- ASSIGNED TASK -
Set down every record below exactly as it appears, but without the pictures.

- STUDY MATERIAL -
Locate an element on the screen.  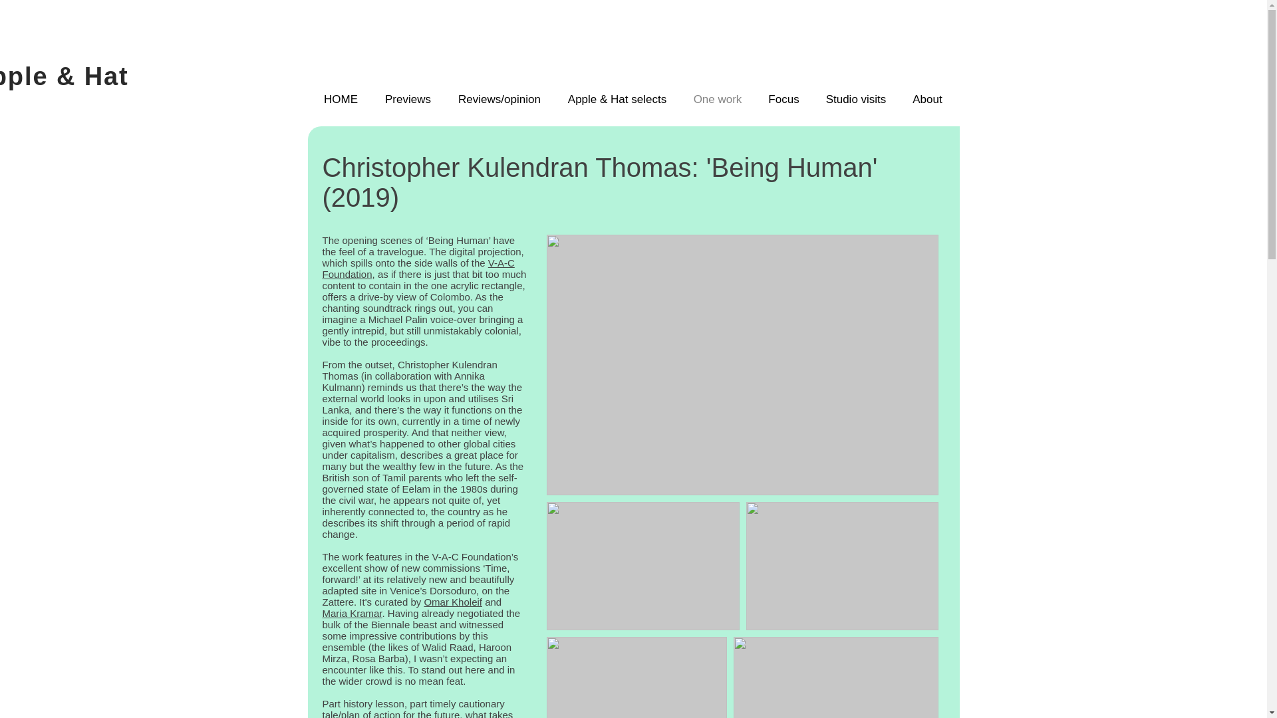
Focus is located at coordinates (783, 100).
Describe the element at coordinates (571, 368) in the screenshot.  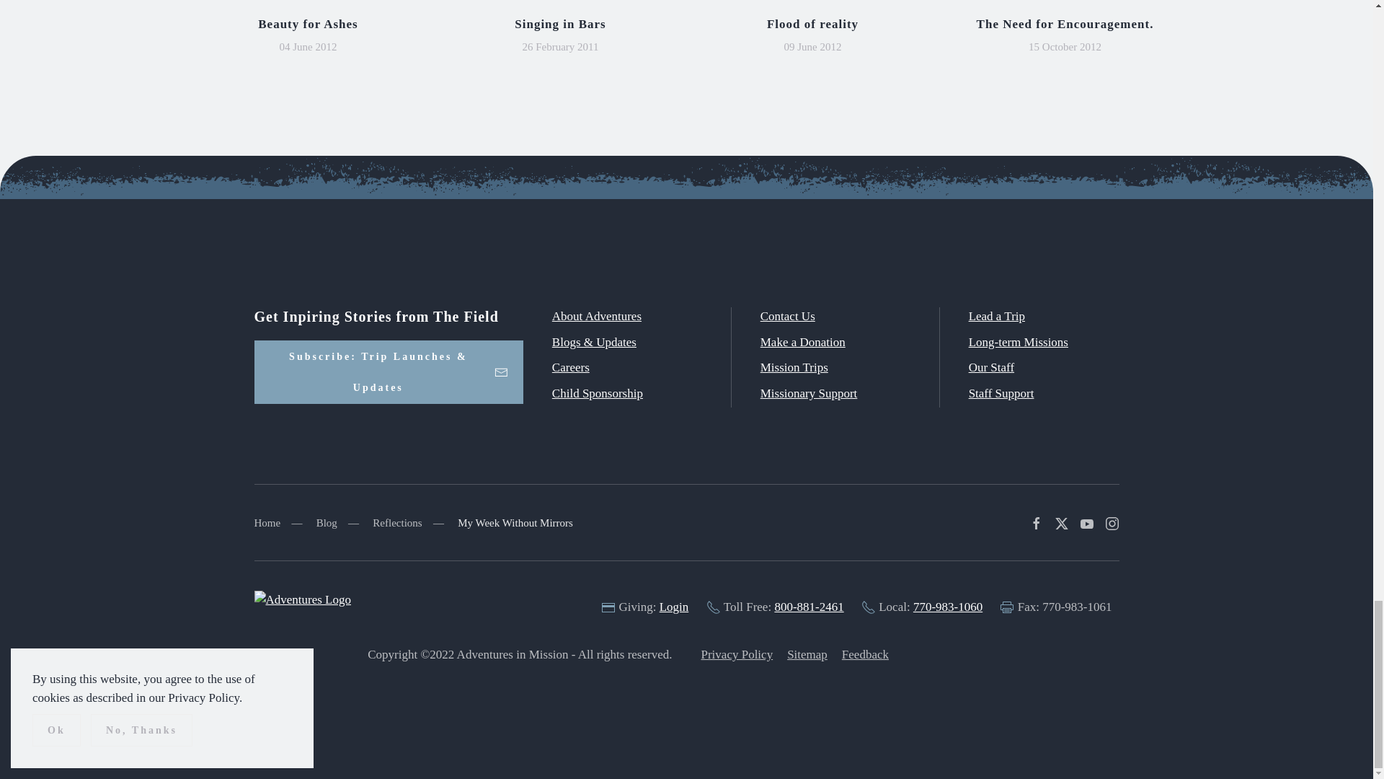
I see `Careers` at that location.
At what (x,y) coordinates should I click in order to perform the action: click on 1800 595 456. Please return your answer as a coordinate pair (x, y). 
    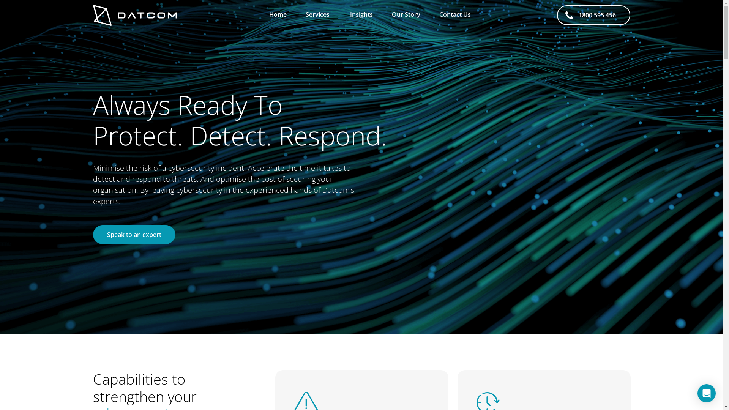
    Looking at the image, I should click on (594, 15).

- REPLY TO THE EXERCISE -
Locate an element on the screen.  
Focus is located at coordinates (783, 100).
Describe the element at coordinates (571, 368) in the screenshot.  
I see `Careers` at that location.
At what (x,y) coordinates should I click in order to perform the action: click on 1800 595 456. Please return your answer as a coordinate pair (x, y). 
    Looking at the image, I should click on (594, 15).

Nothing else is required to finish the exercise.